Tuesday, March 2, 2010

At Least They Know

The Canadians have something figured out. We never have.

We kept hearing, during their Olympic gold rush, their national anthem. So simple. So in touch with who they are.

Okay, a little sexist: "True patriot love in all thy sons command." Try some possible substitutes for "sons": "Daughters," "dudes", "sons and daughters", "people", "persons". Won't work. Throws it all off.

And you can actually sing it. Not like ours, where trained people are needed because some notes go through the roof. And they don't always remember the words.

That's because our national anthem commemorates a battle we lost in a war we'd rather forget. After all, the White House and Capitol were burned to the ground.

The British were shelling Fort McHenry in Baltimore, too, and somebody noticed that they missed the flagpole. Big deal. Were they actually aiming at it? Did Francis Scott Key write that poem to salvage what was left?

And the Canadian anthem celebrates the people and the land, unlike ours, which celebrates our flag and whatever it means. It's difficult to unify around it because both parts of it deal with the states, not the union.

Okay, the whole thing is supposed to, but its meaning continues to be discussed, including by people who, in the name of something some people believe it means, damage or destroy it and let everybody know while they're doing it.

Let's end the discussion, say some. There oughta be a law. Nope, says the Supreme Court.

Put it into the Constitution, say others. Nope. Too difficult to do that. And too much trouble to enforce. Better to note the stupidity with which so few others criticize it.

Just say boo. And go fly your own flag in a way that shows the right attitude toward it. So many more do that, anyhow.

There has never been a pandemic of wanton flag destruction. In a free land where so many could do it, so few actually have. That stands as its own comment.

And let's find a national anthem that celebrates this country's people and its land, something around which liberals and conservatives have found nothing to criticize. Impossible? Not at all.

We have one: "America the Beautiful." I've never met anybody who has ever had a problem with this song representing all of us.

It's easy to sing. And it'll work better when history teachers try to get kids to memorize the words for their next test. That kind of standardization goes without challenge.

We can learn from Canada, if we'd only listen. Listen to what they sing and how. It's about who they are. At least they know.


- DIRECTIONS -
Show every line from the entries that follow which holds the word "annotation".

- GIVEN RECORDS -
******************************
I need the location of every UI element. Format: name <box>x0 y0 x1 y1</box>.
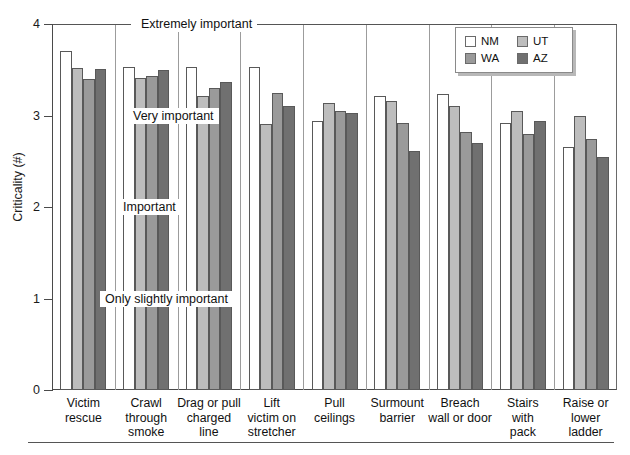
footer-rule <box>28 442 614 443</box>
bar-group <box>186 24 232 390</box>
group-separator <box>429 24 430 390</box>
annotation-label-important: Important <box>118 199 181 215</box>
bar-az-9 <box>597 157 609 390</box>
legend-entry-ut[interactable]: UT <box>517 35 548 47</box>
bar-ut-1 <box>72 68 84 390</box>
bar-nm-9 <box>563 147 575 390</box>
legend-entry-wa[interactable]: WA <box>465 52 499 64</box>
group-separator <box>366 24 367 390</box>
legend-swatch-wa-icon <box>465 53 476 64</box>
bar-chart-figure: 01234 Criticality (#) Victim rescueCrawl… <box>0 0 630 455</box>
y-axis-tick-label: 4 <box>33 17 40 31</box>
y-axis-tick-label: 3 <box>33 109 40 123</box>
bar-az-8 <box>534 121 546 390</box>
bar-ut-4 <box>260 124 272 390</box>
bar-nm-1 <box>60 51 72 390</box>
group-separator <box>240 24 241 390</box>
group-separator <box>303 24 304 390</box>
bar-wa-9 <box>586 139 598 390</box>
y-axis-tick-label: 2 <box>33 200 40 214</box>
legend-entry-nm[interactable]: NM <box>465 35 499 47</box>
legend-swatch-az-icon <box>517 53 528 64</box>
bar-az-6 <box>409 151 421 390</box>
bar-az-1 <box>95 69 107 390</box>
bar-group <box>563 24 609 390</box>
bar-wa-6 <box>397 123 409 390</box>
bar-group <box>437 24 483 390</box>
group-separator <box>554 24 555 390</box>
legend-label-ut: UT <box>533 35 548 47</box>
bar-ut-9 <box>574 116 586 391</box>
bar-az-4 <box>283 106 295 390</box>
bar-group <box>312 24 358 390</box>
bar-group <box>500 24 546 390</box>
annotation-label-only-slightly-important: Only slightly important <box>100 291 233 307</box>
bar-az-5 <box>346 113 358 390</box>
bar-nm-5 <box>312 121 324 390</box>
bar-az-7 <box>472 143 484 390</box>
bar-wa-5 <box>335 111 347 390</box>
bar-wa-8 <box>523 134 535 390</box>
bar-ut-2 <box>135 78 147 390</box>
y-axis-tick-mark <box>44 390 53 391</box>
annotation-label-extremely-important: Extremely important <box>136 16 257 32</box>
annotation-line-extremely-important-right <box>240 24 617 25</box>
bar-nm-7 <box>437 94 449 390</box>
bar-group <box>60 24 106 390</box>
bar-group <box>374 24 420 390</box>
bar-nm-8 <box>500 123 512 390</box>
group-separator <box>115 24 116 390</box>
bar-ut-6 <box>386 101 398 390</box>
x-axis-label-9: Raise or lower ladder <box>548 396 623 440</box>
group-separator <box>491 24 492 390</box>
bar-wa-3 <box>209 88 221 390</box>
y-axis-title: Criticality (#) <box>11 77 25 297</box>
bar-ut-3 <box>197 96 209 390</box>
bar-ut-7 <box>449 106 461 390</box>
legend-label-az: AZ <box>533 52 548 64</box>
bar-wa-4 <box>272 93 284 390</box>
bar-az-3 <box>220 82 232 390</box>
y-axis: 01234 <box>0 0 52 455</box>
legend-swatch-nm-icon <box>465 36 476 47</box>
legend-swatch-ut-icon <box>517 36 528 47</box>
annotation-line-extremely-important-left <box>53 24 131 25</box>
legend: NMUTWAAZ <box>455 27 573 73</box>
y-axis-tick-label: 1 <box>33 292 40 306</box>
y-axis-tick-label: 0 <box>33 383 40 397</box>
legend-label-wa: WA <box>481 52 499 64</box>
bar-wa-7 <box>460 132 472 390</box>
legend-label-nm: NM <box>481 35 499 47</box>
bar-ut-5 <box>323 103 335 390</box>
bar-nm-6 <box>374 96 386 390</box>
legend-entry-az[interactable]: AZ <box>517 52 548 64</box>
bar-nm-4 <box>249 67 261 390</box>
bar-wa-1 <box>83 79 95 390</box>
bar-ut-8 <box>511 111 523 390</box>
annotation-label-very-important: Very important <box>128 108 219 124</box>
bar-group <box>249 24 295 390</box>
******************************
- WRITTEN RESPONSE -
annotation-label-important: Important <box>118 199 181 215</box>
annotation-label-only-slightly-important: Only slightly important <box>100 291 233 307</box>
annotation-label-extremely-important: Extremely important <box>136 16 257 32</box>
annotation-line-extremely-important-right <box>240 24 617 25</box>
annotation-line-extremely-important-left <box>53 24 131 25</box>
annotation-label-very-important: Very important <box>128 108 219 124</box>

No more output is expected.